The ultimate upcycled dessert dates back to medieval England, but leave it to Southerners to douse their sweetened chunks of stale bread in what more than one reader called “hard sauce.” In a tip that had us immediately googling tour companies, Jackie M. shared: “I have been known to take the bread pudding tour of New Orleans more than once. Served warm with bourbon sauce, it can’t be beat.”

Recipe: Eggnog-Raisin Bread Pudding with Rum Sauce


5. Pound Cake

pound cake

Plenty of readers pined for pound cake—but not just any pound cake. Suzanne N. singled out her “grandmother’s cold oven pound cake,” while Donna D. remembered eating her “mama’s sour cream pound cake” for breakfast with butter and a cup of coffee. And kudos to Martha M. for rightly viewing the sunken “sad streak” in her mother’s creation as the sign of a perfectly imperfect labor of love.

Recipe: The Ultimate Pound Cake


4. Cobbler (Preferably Peach or Blackberry)

blackberry cobbler

Warm, fresh fruit bubbling under biscuit dough, on the other hand, is so good even mama can’t compete. “The question caused me to remember all the delicious baked goods my mother made during my childhood in Atlanta,” began Michele H., “but my favorite is one I started making after moving to North Carolina as an adult.” That would be cobbler, of course—and surely mom won’t mind being upstaged by succulent Southern-grown peaches or berries. A “freshly picked, freshly baked blackberry cobbler topped with vanilla ice cream…is worth all the chiggers, thorns, and finger stains you get picking them,” affirmed Tom C.

Recipe: Blackberry and Peach Cobbler


3. Pecan Pie

pecan pie

We’re getting to the heavy hitters here, and no matter how you pronounce it, this sacred marriage of sweet, buttery, nutty, and crunchy in pie form is the G.O.A.T. to many readers. Some like it with a “touch of whiskey baked in,” others demanded chocolate in the mix, and a few identified Blue Bell vanilla ice cream as the ideal companion. “Eternal dessert,” rhapsodized Dean W. “Rapture in a pie shell,” agreed Anne H. 

Recipe: Bourbon Chocolate Pecan Pie


2. Key Lime Pie

key lime pie

Judging by the popularity of this silky, citrusy slice of South Florida, even more of you prefer tart to cloying. (Unless you’re Jennie M., who’s just hungry: “Key lime pie tops the list, but lemon icebox pie might be more Southern.
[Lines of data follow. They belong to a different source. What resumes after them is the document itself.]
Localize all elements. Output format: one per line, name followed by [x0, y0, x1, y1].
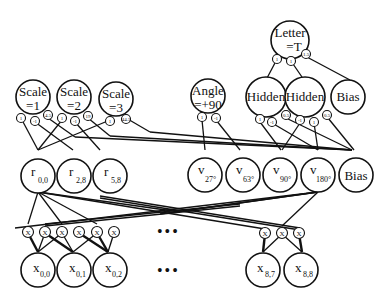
svg-text:x: x: [33, 260, 40, 275]
svg-text:5,8: 5,8: [111, 176, 121, 185]
svg-text:Scale: Scale: [60, 84, 88, 99]
svg-text:0,0: 0,0: [38, 176, 48, 185]
svg-text:Bias: Bias: [344, 168, 367, 183]
input-node-8-8: x 8,8: [284, 253, 318, 287]
svg-text:Scale: Scale: [19, 84, 47, 99]
svg-text:180°: 180°: [316, 175, 331, 184]
input-node-8-7: x 8,7: [246, 253, 280, 287]
svg-text:=2: =2: [67, 98, 81, 113]
svg-text:-1: -1: [270, 120, 275, 125]
svg-text:4.5: 4.5: [45, 113, 52, 118]
svg-text:X: X: [296, 230, 301, 238]
svg-text:X: X: [279, 230, 284, 238]
svg-text:0,1: 0,1: [76, 270, 86, 279]
svg-text:2,8: 2,8: [76, 176, 86, 185]
svg-text:27°: 27°: [205, 175, 216, 184]
svg-text:X: X: [59, 229, 64, 237]
svg-text:-1: -1: [73, 119, 78, 124]
svg-text:X: X: [94, 229, 99, 237]
svg-text:v: v: [273, 162, 280, 177]
angle-weights: 1 -1: [198, 113, 221, 123]
svg-text:Hidden: Hidden: [286, 89, 325, 104]
product-units-right: X X X: [260, 228, 305, 239]
svg-text:Angle: Angle: [192, 83, 224, 98]
v-node-27: v 27°: [188, 158, 222, 192]
svg-text:v: v: [236, 162, 243, 177]
svg-text:x: x: [257, 260, 264, 275]
svg-text:x: x: [105, 260, 112, 275]
svg-text:Scale: Scale: [102, 86, 130, 101]
svg-text:r: r: [104, 164, 109, 179]
svg-text:=+90: =+90: [194, 97, 222, 112]
scale-1-node: Scale =1: [16, 80, 50, 114]
svg-text:X: X: [76, 229, 81, 237]
r-node-5-8: r 5,8: [93, 159, 127, 193]
v-node-63: v 63°: [226, 158, 260, 192]
svg-text:x: x: [295, 260, 302, 275]
svg-text:=3: =3: [109, 100, 123, 115]
svg-text:0.5: 0.5: [283, 113, 290, 118]
svg-text:-1: -1: [214, 116, 219, 121]
svg-text:-1: -1: [33, 119, 38, 124]
svg-text:8,7: 8,7: [265, 270, 275, 279]
v-node-180: v 180°: [301, 158, 335, 192]
angle-node: Angle =+90: [191, 79, 225, 113]
svg-text:r: r: [31, 164, 36, 179]
network-diagram: Letter =T 1 1 1.5 Hidden Hidden Bias 1 -…: [0, 0, 387, 306]
ellipsis-inputs: •••: [157, 262, 180, 279]
hidden-node-2: Hidden: [285, 77, 325, 117]
svg-text:0,0: 0,0: [40, 270, 50, 279]
input-node-0-2: x 0,2: [93, 253, 127, 287]
svg-text:=1: =1: [26, 98, 40, 113]
svg-text:X: X: [111, 229, 116, 237]
svg-text:44.5: 44.5: [122, 117, 131, 122]
svg-text:0.5: 0.5: [324, 113, 331, 118]
svg-text:Hidden: Hidden: [247, 89, 286, 104]
r-node-2-8: r 2,8: [57, 159, 91, 193]
middle-bias-node: Bias: [339, 158, 373, 192]
svg-text:90°: 90°: [280, 175, 291, 184]
scale-2-node: Scale =2: [57, 80, 91, 114]
letter-value: =T: [286, 39, 301, 54]
svg-text:r: r: [69, 164, 74, 179]
top-bias-node: Bias: [331, 80, 365, 114]
svg-text:8,8: 8,8: [303, 270, 313, 279]
svg-text:v: v: [198, 162, 205, 177]
ellipsis-product: •••: [157, 223, 180, 240]
svg-text:Bias: Bias: [336, 89, 359, 104]
svg-text:1.5: 1.5: [303, 52, 310, 57]
input-node-0-1: x 0,1: [57, 253, 91, 287]
svg-text:X: X: [262, 230, 267, 238]
hidden-node-1: Hidden: [246, 77, 286, 117]
scale-3-node: Scale =3: [99, 82, 133, 116]
svg-text:-1: -1: [298, 118, 303, 123]
input-node-0-0: x 0,0: [21, 253, 55, 287]
svg-text:63°: 63°: [243, 175, 254, 184]
svg-text:X: X: [42, 229, 47, 237]
svg-text:x: x: [69, 260, 76, 275]
letter-label: Letter: [274, 25, 306, 40]
svg-text:X: X: [25, 229, 30, 237]
svg-text:19: 19: [86, 114, 92, 119]
v-node-90: v 90°: [263, 158, 297, 192]
product-units-left: X X X X X X: [23, 227, 120, 238]
r-node-0-0: r 0,0: [21, 159, 55, 193]
svg-text:0,2: 0,2: [112, 270, 122, 279]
But strawberry shortcake is always fabulous if made with sweet biscuits and not that ol’ cakey mess you see up north, which brings me to cobblers with their drop biscuits atop…”) If you’ve ever amassed a mountain of discarded rinds in the service of one pie, you know what a chore those itty-bitty Key limes can be, but readers emphatically agree: Their juice is worth the squeeze.
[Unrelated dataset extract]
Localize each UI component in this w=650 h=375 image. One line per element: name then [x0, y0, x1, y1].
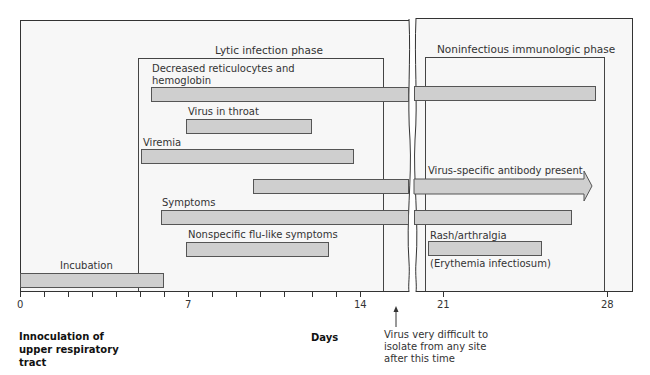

Recipe: Classic Key Lime Pie


1. Banana Pudding

banana pudding

Given how polarizing its titular fruit can be in other contexts, some might find our readers’ devotion to this dessert surprising. Not Rhonda M. “Everyone is going to say banana pudding,” she predicted, astutely recognizing that it’s a whole different banana ballgame when sweet custard and soft Nilla wafers are involved. “No brainer…banana pudding that just came out of the oven,” echoed Steve B., while John C. expressed similar certitude (“Easy…Aunt Crystobel’s ’nanner puddin’”) and Ron L. all but tucked a napkin into his shirt (“Skip dinner! Give me pudding!”). 
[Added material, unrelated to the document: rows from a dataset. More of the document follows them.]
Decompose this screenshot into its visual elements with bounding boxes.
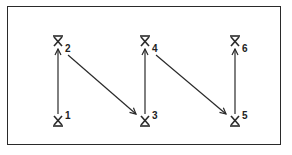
node-1-label: 1 [65,111,71,121]
node-4-label: 4 [152,44,158,54]
node-2-label: 2 [65,44,71,54]
node-6-icon [230,36,240,46]
node-2-icon [53,36,63,46]
node-4-icon [140,36,150,46]
node-3-label: 3 [152,111,158,121]
node-5-label: 5 [242,111,248,121]
node-5-icon [230,116,240,126]
node-3-icon [140,116,150,126]
diagram-canvas [0,0,292,155]
edge-2-3 [68,55,136,114]
node-1-icon [53,116,63,126]
node-6-label: 6 [242,44,248,54]
edge-4-5 [156,55,226,114]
While some prefer it warm and others like it cold, many of you agreed: Only the good stuff, please. That means homemade custard over instant pudding and real, toasted meringue over whipped topping—just as the Nilla wafers box advises. To quote Patricia S., “I’m sure this is served in heaven.”

Recipe: Rob McDaniel’s Warm Banana Pudding


Elizabeth Florio is digital editor at Garden & Gun. She joined the staff in 2022 after nine years at Atlanta magazine, and she still calls the Peach State home. When she’s not working with words, she’s watching her kids play sports or dreaming up what to plant next in the garden.